FTC Alleges that MoviePass Worked to Stop its Own Customers From Using the Service

It may be hard to even recall MoviePass at this point, given the more than a year we just spent unable to go see movies in theaters, but keep reading and it should all come rushing back to you. You remember MoviePass, right? The service that achieved widespread popularity and fame for its too-good-to-be-true offer of “all you can watch” movies in theaters for merely $9.95 per month? Perhaps you remember the constant reports that it couldn’t sustain that particular business model, or the company’s frantic insistences that sure it could. Ultimately, the detractors were proven right—the service shut down in 2019 after two fraught years in operation, declaring bankruptcy in early 2020 just months before the COVID-19 pandemic would descend on the world.
Now, however, there are more consequences on the way for the operators of MoviePass, who are settling with the Federal Trade Commission (FTC) on a variety of deceptive practices that prompted customer complaints while the service was still operational. In particular, MoviePass is settling on a variety of FTC allegations that it went out of its way while operating to make sure its own customers weren’t able to see movies and use the service. At the same time, the company also faced FTC allegations of failing to secure subscribers’ personal data. Under the proposed settlement, MoviePass and its parents company Helios and Matheson Analytics, “will be barred from misrepresenting their business and data security practices,” along with being required to “implement comprehensive information security programs.”
“MoviePass and its executives went to great lengths to deny consumers access to the service they paid for while also failing to secure their personal information,” said Daniel Kaufman, the FTC’s Acting Director of the Bureau of Consumer Protection. “The FTC will continue working to protect consumers from deception and to ensure that businesses deliver on their promises.”
The root of the FTC allegations stem from MoviePass’ marketing of its “one movie per day” plan, which cost merely $9.95. This plan was inherently unprofitable for MoviePass assuming customers made regular use of it, so the company was forced to come up with discouragements that could keep the number of users artificially low.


→ Description of the task
Skip the pictures and return every entry exactly as written.

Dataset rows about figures
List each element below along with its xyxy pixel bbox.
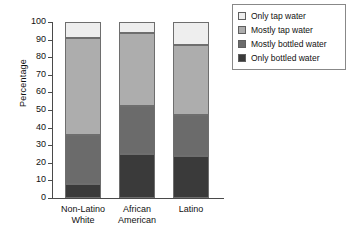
bar-stack	[119, 22, 155, 198]
y-tick-mark	[48, 57, 52, 58]
plot-area: 0102030405060708090100 Non-LatinoWhiteAf…	[52, 22, 222, 198]
bar-stack	[65, 22, 101, 198]
y-axis-line	[52, 22, 53, 198]
bar-segment	[119, 22, 155, 33]
bar-segment	[65, 22, 101, 38]
y-axis-title: Percentage	[18, 43, 28, 123]
legend-swatch-icon	[238, 26, 246, 34]
y-tick-mark	[48, 92, 52, 93]
x-axis-line	[52, 198, 224, 199]
chart-container: Percentage 0102030405060708090100 Non-La…	[0, 0, 350, 235]
y-tick-label: 100	[31, 16, 46, 27]
x-tick-label-line: American	[89, 215, 185, 226]
y-tick-mark	[48, 128, 52, 129]
legend-item: Mostly bottled water	[238, 37, 340, 50]
y-tick-label: 80	[36, 51, 46, 62]
bar-segment	[65, 184, 101, 198]
y-tick-label: 0	[41, 192, 46, 203]
bar-stack	[173, 22, 209, 198]
legend-label: Only bottled water	[251, 53, 320, 63]
legend-swatch-icon	[238, 40, 246, 48]
y-tick-mark	[48, 40, 52, 41]
legend-item: Only tap water	[238, 9, 340, 22]
bar-segment	[65, 38, 101, 135]
bar-segment	[119, 106, 155, 154]
y-tick-label: 70	[36, 69, 46, 80]
y-tick-label: 30	[36, 139, 46, 150]
y-tick-label: 40	[36, 122, 46, 133]
y-tick-label: 50	[36, 104, 46, 115]
y-tick-mark	[48, 110, 52, 111]
x-tick-label: Latino	[143, 204, 239, 215]
y-tick-mark	[48, 145, 52, 146]
bar-segment	[173, 156, 209, 198]
legend-item: Only bottled water	[238, 51, 340, 64]
legend-swatch-icon	[238, 12, 246, 20]
legend-swatch-icon	[238, 54, 246, 62]
bar-segment	[119, 154, 155, 198]
y-tick-mark	[48, 163, 52, 164]
legend-label: Mostly tap water	[251, 25, 313, 35]
bar-segment	[65, 135, 101, 184]
legend-item: Mostly tap water	[238, 23, 340, 36]
y-tick-label: 60	[36, 86, 46, 97]
bar-segment	[173, 115, 209, 155]
bar-segment	[173, 22, 209, 45]
plot-area-wrapper: Percentage 0102030405060708090100 Non-La…	[0, 0, 230, 235]
y-tick-label: 20	[36, 157, 46, 168]
y-tick-mark	[48, 75, 52, 76]
legend-label: Mostly bottled water	[251, 39, 327, 49]
y-tick-mark	[48, 22, 52, 23]
y-tick-label: 10	[36, 174, 46, 185]
bar-segment	[119, 33, 155, 107]
y-tick-label: 90	[36, 34, 46, 45]
y-tick-mark	[48, 180, 52, 181]
legend-label: Only tap water	[251, 11, 306, 21]
chart-legend: Only tap waterMostly tap waterMostly bot…	[232, 4, 346, 70]
y-tick-mark	[48, 198, 52, 199]
x-tick-label-line: Latino	[143, 204, 239, 215]
bar-segment	[173, 45, 209, 115]
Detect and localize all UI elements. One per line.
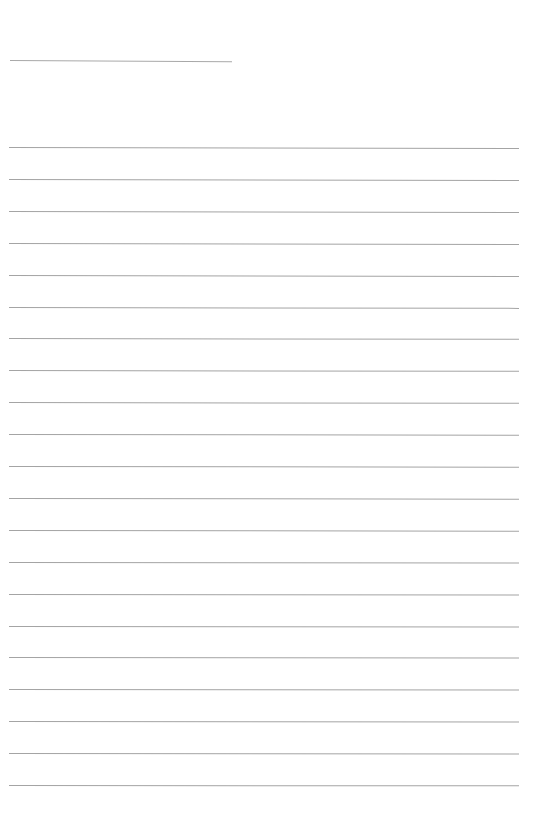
ruled-line	[9, 179, 519, 181]
ruled-line	[9, 530, 519, 532]
ruled-line	[9, 307, 519, 309]
ruled-line	[9, 466, 519, 468]
ruled-line	[9, 338, 519, 340]
ruled-line	[9, 689, 519, 690]
ruled-line	[9, 562, 519, 564]
ruled-line	[9, 243, 519, 245]
ruled-line	[9, 753, 519, 754]
ruled-line	[9, 594, 519, 596]
ruled-line	[9, 147, 519, 149]
ruled-line	[9, 626, 519, 628]
ruled-line	[9, 721, 519, 722]
ruled-line	[9, 370, 519, 372]
ruled-lines-area	[9, 0, 519, 830]
ruled-line	[9, 498, 519, 500]
ruled-line	[9, 275, 519, 277]
ruled-line	[9, 434, 519, 436]
ruled-line	[9, 657, 519, 658]
ruled-line	[9, 785, 519, 786]
ruled-line	[9, 211, 519, 213]
ruled-line	[9, 402, 519, 404]
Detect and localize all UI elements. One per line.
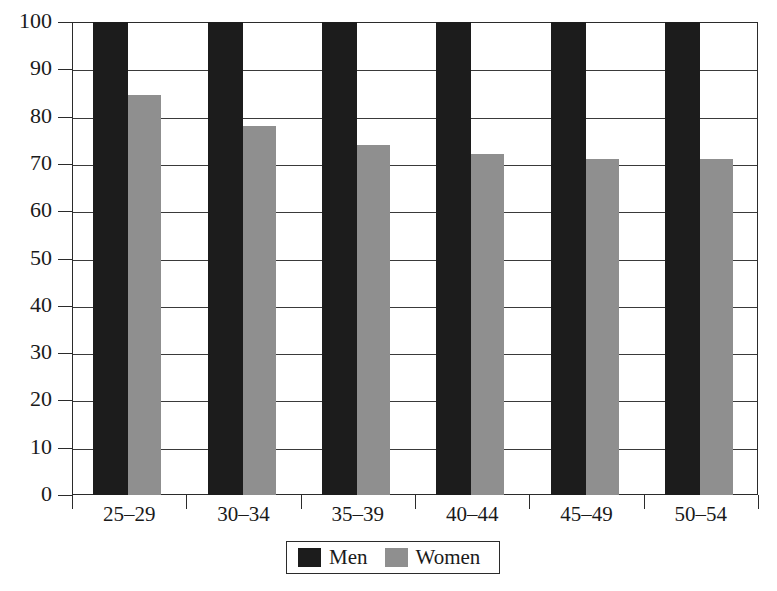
y-axis-tick-mark — [58, 259, 73, 260]
y-axis-tick-label: 90 — [6, 57, 52, 79]
legend: Men Women — [286, 541, 500, 574]
x-axis-tick-label: 25–29 — [69, 502, 189, 526]
legend-label-men: Men — [329, 547, 368, 568]
y-axis-tick-mark — [58, 22, 73, 23]
y-axis-tick-label: 60 — [6, 199, 52, 221]
y-axis-tick-mark — [58, 69, 73, 70]
legend-label-women: Women — [416, 547, 481, 568]
y-axis-tick-mark — [58, 306, 73, 307]
x-axis-tick-mark — [301, 495, 302, 509]
y-axis-tick-mark — [58, 448, 73, 449]
y-axis-tick-mark — [58, 164, 73, 165]
y-axis-tick-mark — [58, 117, 73, 118]
y-axis-tick-label: 0 — [6, 483, 52, 505]
legend-item-men: Men — [298, 547, 376, 568]
men-swatch-icon — [298, 548, 321, 567]
x-axis-tick-mark — [529, 495, 530, 509]
y-axis-tick-label: 20 — [6, 388, 52, 410]
y-axis-tick-label: 80 — [6, 105, 52, 127]
y-axis-tick-label: 70 — [6, 152, 52, 174]
y-axis-tick-mark — [58, 495, 73, 496]
x-axis-tick-label: 40–44 — [412, 502, 532, 526]
y-axis-tick-label: 10 — [6, 436, 52, 458]
x-axis-tick-mark — [758, 495, 759, 509]
x-axis-tick-mark — [644, 495, 645, 509]
y-axis-tick-label: 40 — [6, 294, 52, 316]
x-axis-tick-mark — [186, 495, 187, 509]
bar-chart: 0102030405060708090100 25–2930–3435–3940… — [0, 0, 777, 591]
x-axis-tick-mark — [72, 495, 73, 509]
women-swatch-icon — [385, 548, 408, 567]
x-axis-tick-label: 50–54 — [641, 502, 761, 526]
y-axis-tick-mark — [58, 353, 73, 354]
y-axis-tick-label: 50 — [6, 247, 52, 269]
x-axis-tick-mark — [415, 495, 416, 509]
y-axis-tick-label: 100 — [6, 10, 52, 32]
y-axis-tick-mark — [58, 400, 73, 401]
y-axis-tick-label: 30 — [6, 341, 52, 363]
x-axis-tick-label: 30–34 — [184, 502, 304, 526]
x-axis-tick-label: 35–39 — [298, 502, 418, 526]
x-axis-tick-label: 45–49 — [527, 502, 647, 526]
y-axis-tick-mark — [58, 211, 73, 212]
legend-item-women: Women — [385, 547, 489, 568]
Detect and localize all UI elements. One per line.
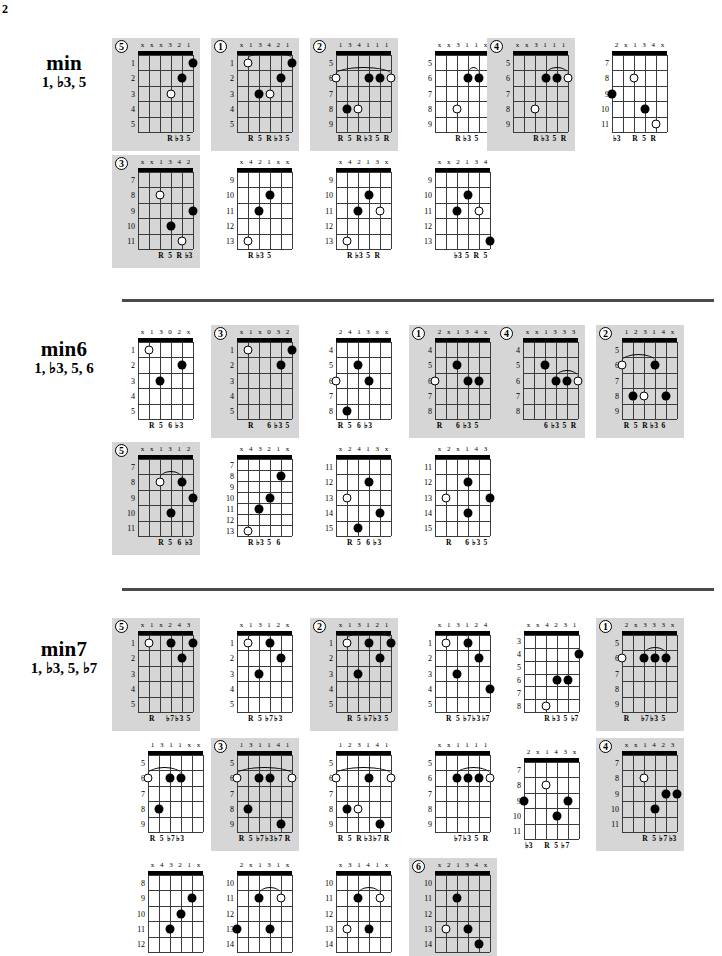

→ Your solution
List each element below along with its xyxy pixel bbox.
bar-stack	[119, 22, 155, 198]
y-tick-mark	[48, 57, 52, 58]
plot-area: 0102030405060708090100 Non-LatinoWhiteAf…	[52, 22, 222, 198]
bar-stack	[65, 22, 101, 198]
y-axis-line	[52, 22, 53, 198]
bar-segment	[119, 22, 155, 33]
bar-segment	[65, 22, 101, 38]
y-axis-title: Percentage	[18, 43, 28, 123]
legend-swatch-icon	[238, 26, 246, 34]
y-tick-mark	[48, 92, 52, 93]
x-axis-line	[52, 198, 224, 199]
chart-container: Percentage 0102030405060708090100 Non-La…	[0, 0, 350, 235]
y-tick-label: 100	[31, 16, 46, 27]
x-tick-label-line: American	[89, 215, 185, 226]
y-tick-mark	[48, 128, 52, 129]
legend-item: Mostly bottled water	[238, 37, 340, 50]
y-tick-label: 80	[36, 51, 46, 62]
bar-segment	[65, 184, 101, 198]
y-tick-label: 0	[41, 192, 46, 203]
bar-stack	[173, 22, 209, 198]
legend-label: Only bottled water	[251, 53, 320, 63]
legend-swatch-icon	[238, 40, 246, 48]
y-tick-mark	[48, 40, 52, 41]
legend-item: Only tap water	[238, 9, 340, 22]
bar-segment	[65, 38, 101, 135]
bar-segment	[119, 106, 155, 154]
y-tick-label: 70	[36, 69, 46, 80]
y-tick-label: 30	[36, 139, 46, 150]
y-tick-label: 40	[36, 122, 46, 133]
y-tick-label: 50	[36, 104, 46, 115]
y-tick-mark	[48, 110, 52, 111]
x-tick-label: Latino	[143, 204, 239, 215]
y-tick-mark	[48, 145, 52, 146]
bar-segment	[173, 156, 209, 198]
legend-item: Only bottled water	[238, 51, 340, 64]
legend-swatch-icon	[238, 12, 246, 20]
legend-swatch-icon	[238, 54, 246, 62]
bar-segment	[119, 154, 155, 198]
y-tick-mark	[48, 163, 52, 164]
legend-label: Mostly tap water	[251, 25, 313, 35]
bar-segment	[65, 135, 101, 184]
legend-item: Mostly tap water	[238, 23, 340, 36]
y-tick-label: 60	[36, 86, 46, 97]
bar-segment	[173, 115, 209, 155]
bar-segment	[173, 22, 209, 45]
plot-area-wrapper: Percentage 0102030405060708090100 Non-La…	[0, 0, 230, 235]
y-tick-label: 20	[36, 157, 46, 168]
y-tick-mark	[48, 75, 52, 76]
legend-label: Mostly bottled water	[251, 39, 327, 49]
y-tick-mark	[48, 22, 52, 23]
y-tick-label: 10	[36, 174, 46, 185]
bar-segment	[119, 33, 155, 107]
y-tick-label: 90	[36, 34, 46, 45]
y-tick-mark	[48, 180, 52, 181]
legend-label: Only tap water	[251, 11, 306, 21]
chart-legend: Only tap waterMostly tap waterMostly bot…	[232, 4, 346, 70]
y-tick-mark	[48, 198, 52, 199]
x-tick-label-line: Latino	[143, 204, 239, 215]
bar-segment	[173, 45, 209, 115]
Detect and localize all UI elements. One per line.
ruled-line	[9, 179, 519, 181]
ruled-line	[9, 530, 519, 532]
ruled-line	[9, 307, 519, 309]
ruled-line	[9, 466, 519, 468]
ruled-line	[9, 338, 519, 340]
ruled-line	[9, 689, 519, 690]
ruled-line	[9, 562, 519, 564]
ruled-line	[9, 243, 519, 245]
ruled-line	[9, 753, 519, 754]
ruled-line	[9, 594, 519, 596]
ruled-line	[9, 147, 519, 149]
ruled-line	[9, 626, 519, 628]
ruled-line	[9, 721, 519, 722]
ruled-line	[9, 370, 519, 372]
ruled-lines-area	[9, 0, 519, 830]
ruled-line	[9, 498, 519, 500]
ruled-line	[9, 275, 519, 277]
ruled-line	[9, 434, 519, 436]
ruled-line	[9, 657, 519, 658]
ruled-line	[9, 785, 519, 786]
ruled-line	[9, 211, 519, 213]
ruled-line	[9, 402, 519, 404]
Detect and localize all UI elements. One per line.
y-axis-tick-mark — [58, 259, 73, 260]
y-axis-tick-label: 90 — [6, 57, 52, 79]
legend: Men Women — [286, 541, 500, 574]
x-axis-tick-label: 25–29 — [69, 502, 189, 526]
legend-label-men: Men — [329, 547, 368, 568]
y-axis-tick-mark — [58, 22, 73, 23]
y-axis-tick-label: 60 — [6, 199, 52, 221]
y-axis-tick-mark — [58, 69, 73, 70]
legend-label-women: Women — [416, 547, 481, 568]
y-axis-tick-mark — [58, 306, 73, 307]
x-axis-tick-mark — [301, 495, 302, 509]
y-axis-tick-mark — [58, 448, 73, 449]
y-axis-tick-mark — [58, 164, 73, 165]
y-axis-tick-mark — [58, 117, 73, 118]
y-axis-tick-label: 0 — [6, 483, 52, 505]
legend-item-men: Men — [298, 547, 376, 568]
men-swatch-icon — [298, 548, 321, 567]
x-axis-tick-mark — [529, 495, 530, 509]
y-axis-tick-label: 20 — [6, 388, 52, 410]
y-axis-tick-label: 80 — [6, 105, 52, 127]
y-axis-tick-label: 70 — [6, 152, 52, 174]
y-axis-tick-mark — [58, 495, 73, 496]
x-axis-tick-label: 40–44 — [412, 502, 532, 526]
y-axis-tick-label: 10 — [6, 436, 52, 458]
x-axis-tick-mark — [758, 495, 759, 509]
x-axis-tick-mark — [644, 495, 645, 509]
y-axis-tick-label: 40 — [6, 294, 52, 316]
x-axis-tick-mark — [186, 495, 187, 509]
bar-chart: 0102030405060708090100 25–2930–3435–3940… — [0, 0, 777, 591]
x-axis-tick-mark — [72, 495, 73, 509]
women-swatch-icon — [385, 548, 408, 567]
x-axis-tick-label: 50–54 — [641, 502, 761, 526]
y-axis-tick-mark — [58, 353, 73, 354]
y-axis-tick-label: 50 — [6, 247, 52, 269]
x-axis-tick-mark — [415, 495, 416, 509]
y-axis-tick-label: 100 — [6, 10, 52, 32]
y-axis-tick-mark — [58, 400, 73, 401]
y-axis-tick-label: 30 — [6, 341, 52, 363]
x-axis-tick-label: 30–34 — [184, 502, 304, 526]
x-axis-tick-label: 35–39 — [298, 502, 418, 526]
x-axis-tick-label: 45–49 — [527, 502, 647, 526]
y-axis-tick-mark — [58, 211, 73, 212]
legend-item-women: Women — [385, 547, 489, 568]
Detect and localize all UI elements. One per line.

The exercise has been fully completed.